I finished university TWO YEARS ago, first class degree, great uni, but have been struggling immensely to get a proper job. I have been working as a steward for G4S for 2 years, minimum wage, 0 hour contract, sometimes months without doing anything for them.
Living with my parents. I was getting to the point where I couldn't enjoy life because I felt guilty if I was having fun, I should be looking for a job! I was starting to think something about me was unhireable, is my accent putting everyone off? Do I have a bad personality? Is everyone just miles better than me? I started to think, its been 2 years since I started looking for a job, anyone I'm applying too now knows that, even if I'm great will they still think there must be something wrong with me that they haven't seen, otherwise why wouldn't I already have a job? These and much more thoughts like them. It was getting so hard to continue sticking to my principals, being perfectly honest in interviews, only applying for jobs which I love and know I would enjoy, following my passions.
I can however proudly say that over 2 years after starting my search, I have been offered pretty much my dream job (maybe the pay isn't dreamy, but that comes later in the career I think). I was offered the role 2 days after interviewing, because they were so keen to get me before anyone else did. Being told that, after all I have been through was surreal.
Point I am making, to anyone that reads this who is in the position I was, do not give up hope. Do not give in to the thoughts that there is something wrong with you and you should just lower your ambitions. You are great, and you are perfect for the role you are meant for, you just have to find it. It may take some time, but it will for most, people going straight into jobs while you are still looking are extremely lucky, but so are you, they won't develop the same resilience as you, the same appreciation for work or the same passion. Embrace the adversity, let it make you stronger, keep honing interview skills at every interview you get, do something simple - stewarding, bar work - that will give you competency examples like teamwork, decision making and communication.
Hope at least one person reads this who it helps, I know reading things like this, that simply confirmed there were others in my shoes struggling to get a "real" job after uni, really made me feel a bit better.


* [PROBLEM]
Without including any pictures, write out all the records word for word.

* [DATA FOR THE TASK]
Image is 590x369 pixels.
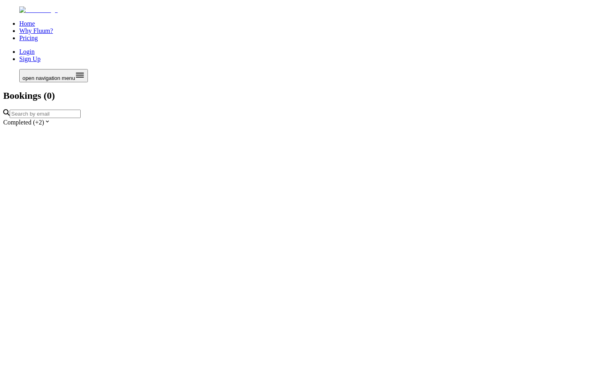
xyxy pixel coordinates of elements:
[19,55,41,62] a: Sign Up
[19,20,35,27] a: Home
[19,27,53,34] a: Why Fluum?
[3,90,587,101] h2: Bookings ( 0 )
[22,75,75,81] span: open navigation menu
[19,35,38,41] a: Pricing
[19,69,88,82] button: Open menu
[3,118,587,126] div: Completed (+2)
[19,48,35,55] a: Login
[19,6,58,14] img: Fluum Logo
[10,110,81,118] input: Search by email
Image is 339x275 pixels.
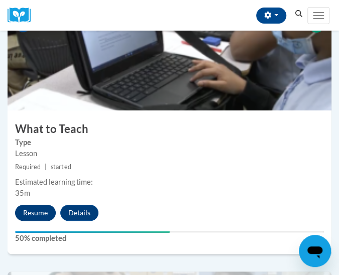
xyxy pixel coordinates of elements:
div: Estimated learning time: [15,177,324,188]
div: Lesson [15,148,324,159]
label: 50% completed [15,233,324,244]
label: Type [15,137,324,148]
iframe: Button to launch messaging window [299,235,331,267]
div: Your progress [15,231,170,233]
button: Account Settings [256,8,286,24]
span: | [45,163,47,171]
img: Logo brand [8,8,38,23]
button: Resume [15,205,56,221]
button: Search [291,8,306,20]
img: Course Image [8,10,331,110]
h3: What to Teach [8,122,331,137]
span: Required [15,163,41,171]
button: Details [60,205,98,221]
span: 35m [15,189,30,197]
span: started [51,163,71,171]
a: Cox Campus [8,8,38,23]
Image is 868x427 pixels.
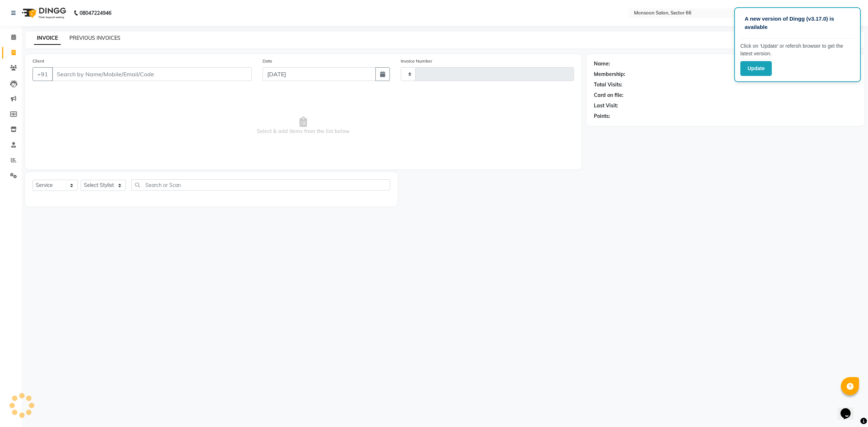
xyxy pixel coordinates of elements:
a: INVOICE [34,32,60,45]
a: PREVIOUS INVOICES [69,35,120,41]
div: Name: [594,60,610,68]
button: Update [740,61,772,76]
input: Search or Scan [132,180,390,190]
div: Total Visits: [594,81,623,89]
input: Search by Name/Mobile/Email/Code [52,68,252,81]
div: Membership: [594,70,625,78]
p: Click on ‘Update’ or refersh browser to get the latest version. [740,42,854,58]
span: Select & add items from the list below [32,89,573,162]
b: 08047224946 [80,3,111,23]
p: A new version of Dingg (v3.17.0) is available [744,15,850,31]
label: Client [32,58,44,64]
button: +91 [32,68,53,81]
iframe: chat widget [837,398,860,420]
label: Date [262,58,273,64]
img: logo [18,3,68,23]
label: Invoice Number [401,58,432,64]
div: Last Visit: [594,102,618,110]
div: Card on file: [594,91,623,99]
div: Points: [594,112,610,120]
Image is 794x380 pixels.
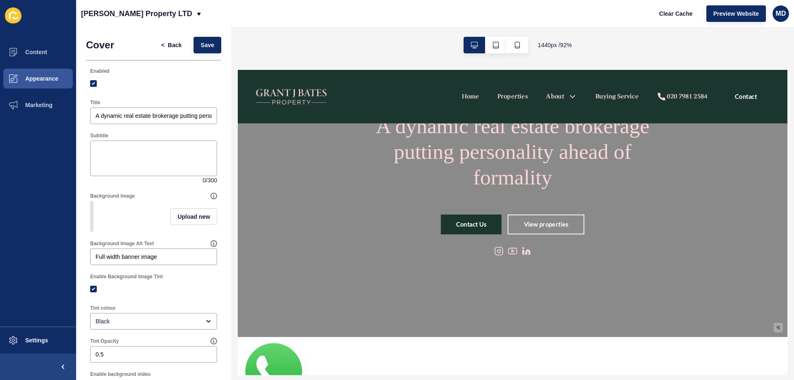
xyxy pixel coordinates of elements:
[193,37,221,53] button: Save
[90,193,135,199] label: Background Image
[706,5,766,22] button: Preview Website
[538,41,572,49] span: 1440 px / 92 %
[387,24,434,34] a: Buying Service
[206,176,208,184] span: /
[292,157,375,178] a: View properties
[522,19,579,39] a: Contact
[334,24,354,34] a: About
[208,176,217,184] span: 300
[659,10,692,18] span: Clear Cache
[243,24,262,34] a: Home
[17,4,99,54] img: Company logo
[454,24,509,34] a: 020 7981 2584
[125,47,470,130] h1: A dynamic real estate brokerage putting personality ahead of formality
[90,99,100,106] label: Title
[81,3,192,24] p: [PERSON_NAME] Property LTD
[90,273,163,280] label: Enable Background Image Tint
[90,240,154,247] label: Background Image Alt Text
[90,313,217,330] div: open menu
[161,41,165,49] span: <
[203,176,206,184] span: 0
[3,247,592,284] div: Scroll
[168,41,181,49] span: Back
[220,157,286,178] a: Contact Us
[465,24,509,34] div: 020 7981 2584
[652,5,700,22] button: Clear Cache
[90,132,108,139] label: Subtitle
[154,37,189,53] button: <Back
[90,68,110,74] label: Enabled
[177,213,210,221] span: Upload new
[713,10,759,18] span: Preview Website
[201,41,214,49] span: Save
[90,305,116,311] label: Tint colour
[776,10,786,18] span: MD
[90,338,119,344] label: Tint Opacity
[86,39,114,51] h1: Cover
[170,208,217,225] button: Upload new
[281,24,314,34] a: Properties
[90,371,150,377] label: Enable background video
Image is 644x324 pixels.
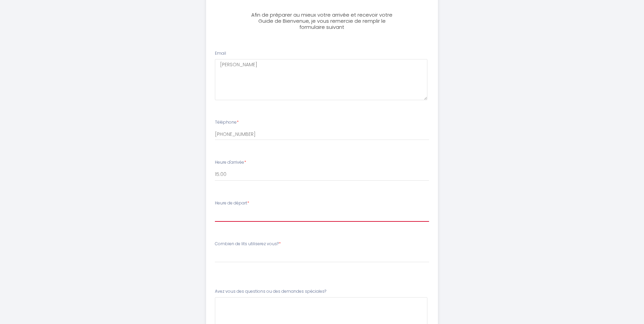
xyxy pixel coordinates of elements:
label: Téléphone [215,119,238,126]
label: Combien de lits utiliserez vous? [215,241,281,247]
h3: Afin de préparer au mieux votre arrivée et recevoir votre Guide de Bienvenue, je vous remercie de... [246,12,398,30]
label: Heure d'arrivée [215,159,246,166]
label: Heure de départ [215,200,249,206]
label: Avez vous des questions ou des demandes spéciales? [215,288,326,295]
label: Email [215,50,226,57]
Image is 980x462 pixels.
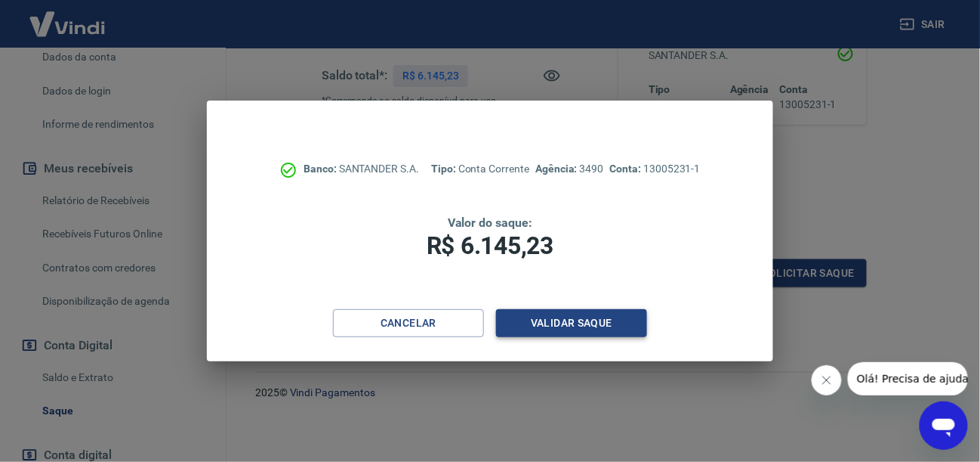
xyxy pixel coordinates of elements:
[848,362,968,395] iframe: Mensagem da empresa
[610,162,644,175] span: Conta:
[536,162,580,175] span: Agência:
[431,162,458,175] span: Tipo:
[333,309,484,337] button: Cancelar
[448,216,532,230] span: Valor do saque:
[920,401,968,450] iframe: Botão para abrir a janela de mensagens
[496,309,647,337] button: Validar saque
[811,365,842,395] iframe: Fechar mensagem
[304,161,419,177] p: SANTANDER S.A.
[9,11,127,23] span: Olá! Precisa de ajuda?
[536,161,603,177] p: 3490
[426,231,554,260] span: R$ 6.145,23
[304,162,339,175] span: Banco:
[610,161,701,177] p: 13005231-1
[431,161,529,177] p: Conta Corrente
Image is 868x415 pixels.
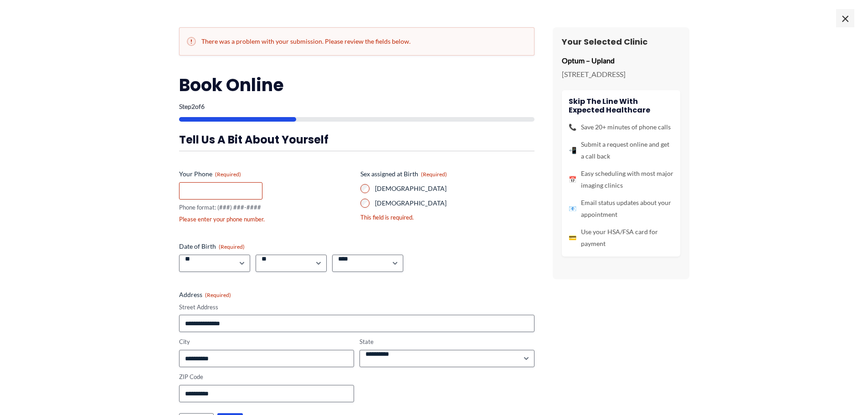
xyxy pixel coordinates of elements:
[562,67,680,81] p: [STREET_ADDRESS]
[360,213,535,222] div: This field is required.
[569,203,577,215] span: 📧
[179,338,354,346] label: City
[375,198,535,208] label: [DEMOGRAPHIC_DATA]
[205,292,231,299] span: (Required)
[179,290,231,299] legend: Address
[191,103,195,110] span: 2
[569,121,674,133] li: Save 20+ minutes of phone calls
[187,37,527,46] h2: There was a problem with your submission. Please review the fields below.
[179,303,535,312] label: Street Address
[569,121,577,133] span: 📞
[569,139,674,162] li: Submit a request online and get a call back
[569,144,577,157] span: 📲
[179,133,535,147] h3: Tell us a bit about yourself
[569,97,674,114] h4: Skip the line with Expected Healthcare
[179,74,535,96] h2: Book Online
[359,338,535,346] label: State
[836,9,855,27] span: ×
[179,372,354,381] label: ZIP Code
[421,171,447,178] span: (Required)
[569,197,674,221] li: Email status updates about your appointment
[179,242,244,251] legend: Date of Birth
[179,103,535,110] p: Step of
[562,36,680,47] h3: Your Selected Clinic
[360,170,447,179] legend: Sex assigned at Birth
[201,103,204,110] span: 6
[179,203,354,212] div: Phone format: (###) ###-####
[569,232,577,244] span: 💳
[569,226,674,249] li: Use your HSA/FSA card for payment
[219,244,244,250] span: (Required)
[569,167,674,191] li: Easy scheduling with most major imaging clinics
[179,170,354,179] label: Your Phone
[179,215,354,224] div: Please enter your phone number.
[215,171,241,178] span: (Required)
[375,184,535,194] label: [DEMOGRAPHIC_DATA]
[562,54,680,67] p: Optum – Upland
[569,174,577,185] span: 📅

* [THE COMPLETED TASK]
Image is 590x369 pixels.
xyxy pixel coordinates of elements:
[19,55,41,62] a: Sign Up
[19,20,35,27] a: Home
[19,27,53,34] a: Why Fluum?
[3,90,587,101] h2: Bookings ( 0 )
[22,75,75,81] span: open navigation menu
[19,35,38,41] a: Pricing
[19,69,88,82] button: Open menu
[3,118,587,126] div: Completed (+2)
[19,48,35,55] a: Login
[19,6,58,14] img: Fluum Logo
[10,110,81,118] input: Search by email
Image is 339x275 pixels.
xyxy pixel coordinates of elements:
div: Estimated learning time: [15,177,324,188]
div: Lesson [15,148,324,159]
label: 50% completed [15,233,324,244]
label: Type [15,137,324,148]
iframe: Button to launch messaging window [299,235,331,267]
div: Your progress [15,231,170,233]
button: Account Settings [256,8,286,24]
span: | [45,163,47,171]
img: Logo brand [8,8,38,23]
button: Resume [15,205,56,221]
button: Search [291,8,306,20]
img: Course Image [8,10,331,110]
h3: What to Teach [8,122,331,137]
span: Required [15,163,41,171]
button: Details [60,205,98,221]
span: 35m [15,189,30,197]
span: started [51,163,71,171]
a: Cox Campus [8,8,38,23]
Image is 868x427 pixels.
xyxy pixel coordinates of elements:
a: INVOICE [34,32,60,45]
a: PREVIOUS INVOICES [69,35,120,41]
div: Name: [594,60,610,68]
button: Update [740,61,772,76]
input: Search or Scan [132,180,390,190]
div: Total Visits: [594,81,623,89]
input: Search by Name/Mobile/Email/Code [52,68,252,81]
div: Membership: [594,70,625,78]
p: Click on ‘Update’ or refersh browser to get the latest version. [740,42,854,58]
span: Select & add items from the list below [32,89,573,162]
b: 08047224946 [80,3,111,23]
p: A new version of Dingg (v3.17.0) is available [744,15,850,31]
label: Client [32,58,44,64]
button: +91 [32,68,53,81]
iframe: chat widget [837,398,860,420]
label: Date [262,58,273,64]
img: logo [18,3,68,23]
label: Invoice Number [401,58,432,64]
div: Last Visit: [594,102,618,110]
div: Card on file: [594,91,623,99]
div: Points: [594,112,610,120]
Image is 794x380 pixels.
xyxy pixel coordinates of elements:
[193,37,221,53] button: Save
[90,193,135,199] label: Background Image
[706,5,766,22] button: Preview Website
[538,41,572,49] span: 1440 px / 92 %
[387,24,434,34] a: Buying Service
[206,176,208,184] span: /
[292,157,375,178] a: View properties
[522,19,579,39] a: Contact
[334,24,354,34] a: About
[208,176,217,184] span: 300
[659,10,692,18] span: Clear Cache
[243,24,262,34] a: Home
[17,4,99,54] img: Company logo
[454,24,509,34] a: 020 7981 2584
[125,47,470,130] h1: A dynamic real estate brokerage putting personality ahead of formality
[90,99,100,106] label: Title
[81,3,192,24] p: [PERSON_NAME] Property LTD
[90,273,163,280] label: Enable Background Image Tint
[90,240,154,247] label: Background Image Alt Text
[90,313,217,330] div: open menu
[161,41,165,49] span: <
[203,176,206,184] span: 0
[3,247,592,284] div: Scroll
[168,41,181,49] span: Back
[220,157,286,178] a: Contact Us
[465,24,509,34] div: 020 7981 2584
[652,5,700,22] button: Clear Cache
[90,132,108,139] label: Subtitle
[154,37,189,53] button: <Back
[90,68,110,74] label: Enabled
[177,213,210,221] span: Upload new
[713,10,759,18] span: Preview Website
[201,41,214,49] span: Save
[90,305,116,311] label: Tint colour
[776,10,786,18] span: MD
[90,338,119,344] label: Tint Opacity
[86,39,114,51] h1: Cover
[170,208,217,225] button: Upload new
[281,24,314,34] a: Properties
[90,371,150,377] label: Enable background video
Image is 644x324 pixels.
xyxy pixel coordinates of elements:
label: Téléphone [215,119,238,126]
label: Combien de lits utiliserez vous? [215,241,281,247]
h3: Afin de préparer au mieux votre arrivée et recevoir votre Guide de Bienvenue, je vous remercie de... [246,12,398,30]
label: Heure d'arrivée [215,159,246,166]
label: Heure de départ [215,200,249,206]
label: Avez vous des questions ou des demandes spéciales? [215,288,326,295]
label: Email [215,50,226,57]
Image is 980x462 pixels.
xyxy pixel coordinates of elements:
[848,362,968,395] iframe: Mensagem da empresa
[610,162,644,175] span: Conta:
[536,162,580,175] span: Agência:
[431,162,458,175] span: Tipo:
[333,309,484,337] button: Cancelar
[448,216,532,230] span: Valor do saque:
[920,401,968,450] iframe: Botão para abrir a janela de mensagens
[496,309,647,337] button: Validar saque
[811,365,842,395] iframe: Fechar mensagem
[304,161,419,177] p: SANTANDER S.A.
[9,11,127,23] span: Olá! Precisa de ajuda?
[536,161,603,177] p: 3490
[426,231,554,260] span: R$ 6.145,23
[304,162,339,175] span: Banco:
[610,161,701,177] p: 13005231-1
[431,161,529,177] p: Conta Corrente
Image is 868x415 pixels.
xyxy pixel coordinates of elements:
[562,67,680,81] p: [STREET_ADDRESS]
[360,213,535,222] div: This field is required.
[569,203,577,215] span: 📧
[179,338,354,346] label: City
[375,198,535,208] label: [DEMOGRAPHIC_DATA]
[205,292,231,299] span: (Required)
[179,290,231,299] legend: Address
[191,103,195,110] span: 2
[569,121,674,133] li: Save 20+ minutes of phone calls
[187,37,527,46] h2: There was a problem with your submission. Please review the fields below.
[179,303,535,312] label: Street Address
[569,121,577,133] span: 📞
[569,139,674,162] li: Submit a request online and get a call back
[569,144,577,157] span: 📲
[179,133,535,147] h3: Tell us a bit about yourself
[569,97,674,114] h4: Skip the line with Expected Healthcare
[179,74,535,96] h2: Book Online
[359,338,535,346] label: State
[836,9,855,27] span: ×
[179,372,354,381] label: ZIP Code
[421,171,447,178] span: (Required)
[569,197,674,221] li: Email status updates about your appointment
[179,242,244,251] legend: Date of Birth
[179,103,535,110] p: Step of
[562,36,680,47] h3: Your Selected Clinic
[360,170,447,179] legend: Sex assigned at Birth
[201,103,204,110] span: 6
[179,203,354,212] div: Phone format: (###) ###-####
[569,232,577,244] span: 💳
[569,226,674,249] li: Use your HSA/FSA card for payment
[219,244,244,250] span: (Required)
[569,167,674,191] li: Easy scheduling with most major imaging clinics
[179,170,354,179] label: Your Phone
[179,215,354,224] div: Please enter your phone number.
[215,171,241,178] span: (Required)
[375,184,535,194] label: [DEMOGRAPHIC_DATA]
[562,54,680,67] p: Optum – Upland
[569,174,577,185] span: 📅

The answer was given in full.